Despite battling hordes of rejections and criticisms, author Brandon Sanderson has garnered acclaim with his magical stories.
Adjunct BYU English instructor Brandon W. Sanderson (BA ’00, MA ’05) began his writing career behind the front desk of a Provo hotel.
“It was pretty dead there from about midnight to 5, but they were required to have someone on staff,” he explains of his post-mission job. “And so when I got hired I told my boss, ‘I’m just going to write books all night,’ and he replied, ‘That’s great. At least you won’t sleep on the couch like the person before you.”
Squeezed between BYU homework and what little sleep he could muster, eight novels emerged over five years of Sanderson’s graveyard writing.
“The first five were terrible,” he says. “I once heard that your first five books are generally bad, and so I determined I would write six at the very least.”
Novel number six was Elantris , which sat on an editor’s desk at Tor Books for an agonizing 18 months before Sanderson got a response. Little did the haggard student know then that in a mere eight years, he would publish not only Elantris (in 2005) but 12 more novels, including his acclaimed Mistborn series and the middle-grade Alcatraz Versus the Evil Librarians series—as well as the final three books of The Wheel of Time, by epic-fantasy writer Robert Jordan.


### ABOUT THIS EXERCISE
Extract every line below that contains the word "item".

··· DATASET EXCERPTS ···

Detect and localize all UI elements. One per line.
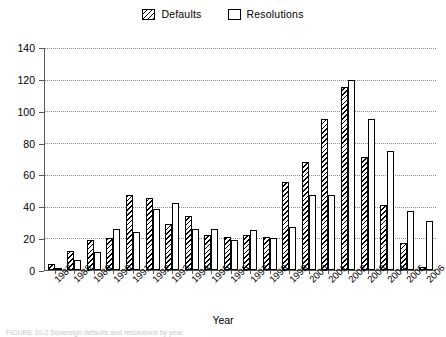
bar-defaults xyxy=(321,119,328,270)
bar-group xyxy=(280,48,300,270)
bar-resolutions xyxy=(407,211,414,270)
bar-group xyxy=(358,48,378,270)
bar-group xyxy=(416,48,436,270)
bar-resolutions xyxy=(426,221,433,270)
bar-group xyxy=(240,48,260,270)
x-label-cell: 2000 xyxy=(299,271,319,315)
bar-resolutions xyxy=(328,195,335,270)
bar-resolutions xyxy=(192,229,199,270)
bar-group xyxy=(338,48,358,270)
bar-groups xyxy=(45,48,436,270)
plot-area xyxy=(44,48,436,271)
y-axis: 020406080100120140 xyxy=(0,48,44,271)
y-axis-tick-label: 120 xyxy=(17,74,35,86)
x-label-cell: 2002 xyxy=(338,271,358,315)
bar-resolutions xyxy=(113,229,120,270)
bar-resolutions xyxy=(153,209,160,270)
x-label-cell: 1999 xyxy=(279,271,299,315)
x-label-cell: 1989 xyxy=(83,271,103,315)
y-axis-tick-label: 20 xyxy=(23,233,35,245)
bar-resolutions xyxy=(172,203,179,270)
x-label-cell: 1996 xyxy=(220,271,240,315)
bar-defaults xyxy=(341,87,348,270)
bar-group xyxy=(123,48,143,270)
y-axis-tick-label: 0 xyxy=(29,265,35,277)
bar-resolutions xyxy=(368,119,375,270)
x-label-cell: 1988 xyxy=(64,271,84,315)
x-axis-title: Year xyxy=(0,314,446,326)
bar-resolutions xyxy=(250,230,257,270)
bar-resolutions xyxy=(387,151,394,270)
y-axis-tick-label: 60 xyxy=(23,169,35,181)
bar-defaults xyxy=(302,162,309,270)
bar-group xyxy=(104,48,124,270)
bar-group xyxy=(319,48,339,270)
x-label-cell: 2001 xyxy=(318,271,338,315)
x-label-cell: 1997 xyxy=(240,271,260,315)
bar-resolutions xyxy=(133,232,140,270)
bar-group xyxy=(221,48,241,270)
y-axis-tick-label: 140 xyxy=(17,42,35,54)
x-label-cell: 2004 xyxy=(377,271,397,315)
chart-legend: Defaults Resolutions xyxy=(0,8,446,20)
bar-group xyxy=(260,48,280,270)
bar-defaults xyxy=(126,195,133,270)
hatched-square-icon xyxy=(142,9,155,20)
x-axis-labels: 1987198819891990199119921993199419951996… xyxy=(44,271,436,315)
bar-defaults xyxy=(380,205,387,270)
x-label-cell: 1995 xyxy=(201,271,221,315)
y-axis-tick-label: 40 xyxy=(23,201,35,213)
bar-group xyxy=(397,48,417,270)
bar-group xyxy=(143,48,163,270)
bar-resolutions xyxy=(211,229,218,270)
x-label-cell: 2006 xyxy=(416,271,436,315)
x-label-cell: 1991 xyxy=(122,271,142,315)
legend-item-defaults: Defaults xyxy=(142,8,201,20)
x-label-cell: 1998 xyxy=(260,271,280,315)
bar-group xyxy=(182,48,202,270)
x-label-cell: 1993 xyxy=(162,271,182,315)
legend-item-resolutions: Resolutions xyxy=(228,8,304,20)
legend-label-resolutions: Resolutions xyxy=(247,8,304,20)
bar-resolutions xyxy=(270,238,277,270)
bar-chart: Defaults Resolutions 020406080100120140 … xyxy=(0,0,446,337)
bar-group xyxy=(84,48,104,270)
x-label-cell: 1990 xyxy=(103,271,123,315)
bar-defaults xyxy=(146,198,153,270)
x-label-cell: 1994 xyxy=(181,271,201,315)
x-label-cell: 1992 xyxy=(142,271,162,315)
empty-square-icon xyxy=(228,9,241,20)
y-axis-tick-label: 80 xyxy=(23,138,35,150)
bar-resolutions xyxy=(289,227,296,270)
bar-resolutions xyxy=(231,240,238,270)
bar-resolutions xyxy=(348,80,355,270)
bar-group xyxy=(299,48,319,270)
x-label-cell: 2003 xyxy=(358,271,378,315)
bar-group xyxy=(377,48,397,270)
bar-defaults xyxy=(361,157,368,270)
bar-defaults xyxy=(282,182,289,270)
bar-group xyxy=(65,48,85,270)
figure-caption: FIGURE 10-2 Sovereign defaults and resol… xyxy=(6,329,440,337)
bar-resolutions xyxy=(309,195,316,270)
bar-defaults xyxy=(185,216,192,270)
bar-group xyxy=(162,48,182,270)
bar-group xyxy=(45,48,65,270)
y-axis-tick-label: 100 xyxy=(17,106,35,118)
bar-group xyxy=(201,48,221,270)
legend-label-defaults: Defaults xyxy=(161,8,201,20)
bar-defaults xyxy=(48,264,55,270)
x-label-cell: 2005 xyxy=(397,271,417,315)
x-label-cell: 1987 xyxy=(44,271,64,315)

···

### ANSWER SPACE
legend-item-defaults: Defaults xyxy=(142,8,201,20)
legend-item-resolutions: Resolutions xyxy=(228,8,304,20)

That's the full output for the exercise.